Last summer, the German newsmagazine Der Spiegel was swept up in the Western hysteria over Russian President Vladimir Putin and the Ukraine crisis, even running a bellicose cover demanding “Stop Putin Now” and blaming him for the 298 deaths in the July 17 crash of Malaysia Airlines Flight 17 in eastern Ukraine.

However, in October, Der Spiegel quietly reversed itself regarding Moscow supposedly supplying the Buk missiles, reporting that the German foreign intelligence agency, the BND, had concluded that Russia did not supply the battery suspected of bringing down the plane, saying the plane was shot down by a Ukrainian military missile captured by the rebels from a Ukrainian military base (although I was later told by a European official that the BND’s conclusion was less definitive than Der Spiegel reported).

In another reversal of sorts, this leading German-language newsmagazine has acknowledged that the European Union and German leaders were guilty of miscalculations that contributed to the Ukraine crisis, particularly by under-appreciating the enormous financial costs to Ukraine if it broke its historic ties to Russia in favor of a new association with the EU.

In November 2013, Ukraine’s President Viktor Yanukovych learned from experts at the National Academy of Sciences of Ukraine that the total cost to the country’s economy from severing its business connections to Russia would be around $160 billion, 50 times the $3 billion figure that the EU had estimated, Der Spiegel reported.

The figure stunned Yanukovych, who pleaded for financial help that the EU couldn’t provide, the magazine said.

Western loans would have to come from the International Monetary Fund, which was demanding painful “reforms” of Ukraine’s economy, structural changes that would make the hard lives of average Ukrainians even harder, including raising the price of natural gas by 40 percent and devaluing Ukraine’s currency, the hryvnia, by 25 percent.
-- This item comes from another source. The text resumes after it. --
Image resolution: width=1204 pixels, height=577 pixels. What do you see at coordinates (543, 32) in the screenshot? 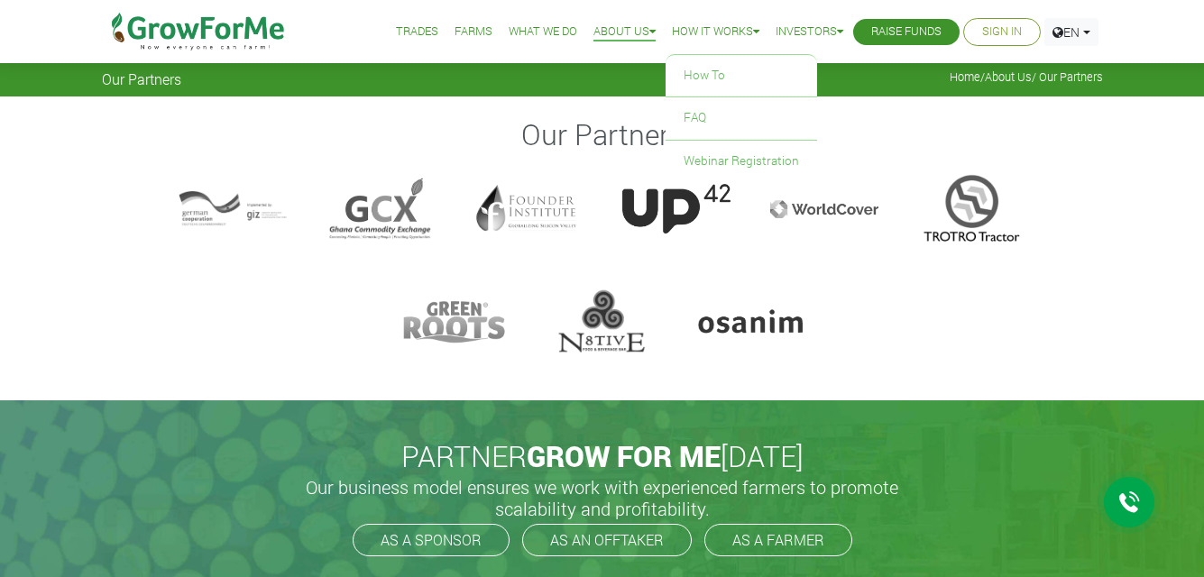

With Putin offering a more generous aid package of $15 billion, Yanukovych backed out of the EU agreement but told the EU’s Eastern Partnership Summit in Vilnius, Lithuania, on Nov. 28, 2013, that he was willing to continue negotiating.

German Chancellor Angela Merkel responded with “a sentence dripping with disapproval and cool sarcasm aimed directly at the Ukrainian president. ‘I feel like I’m at a wedding where the groom has suddenly issued new, last minute stipulations,” according to Der Spiegel’s chronology of the crisis.

“In one of the most important questions facing European foreign policy, Germany had failed,” Der Spiegel admitted in its review of how the crisis evolved from the botched negotiations a year ago.

The magazine cited a speech last December by the new Foreign Minister Frank-Walter Steinmeier, saying:

“We should ask ourselves … whether we have overlooked the fact that it is too much for this country to have to choose between Europe and Russia.”

Der Spiegel also quoted a key figure in the Ukraine talks, European Commissioner for Enlargement and European Neighborhood Policy Stefan Füle, as conceding that the EU confronted Ukraine with an impossible choice.

“We were actually telling Ukraine …: ‘You know guys, sorry for your geographic location, but you cannot go east and you cannot go west,’” Füle said.

“More than anything, though, the Europeans underestimated Moscow and its determination to prevent a clear bond between Ukraine and the West,” Der Spiegel wrote.

“They either failed to take Russian concerns and Ukrainian warnings seriously or they ignored them altogether because they didn’t fit into their own worldview.”

This more tempered assessment by Der Spiegel – though a marked improvement from the hysteria of last summer – still falls far short of the highest standards of journalistic objectivity.

But it suggests that perhaps a more rational attitude toward the Ukraine crisis is finally taking hold in Europe.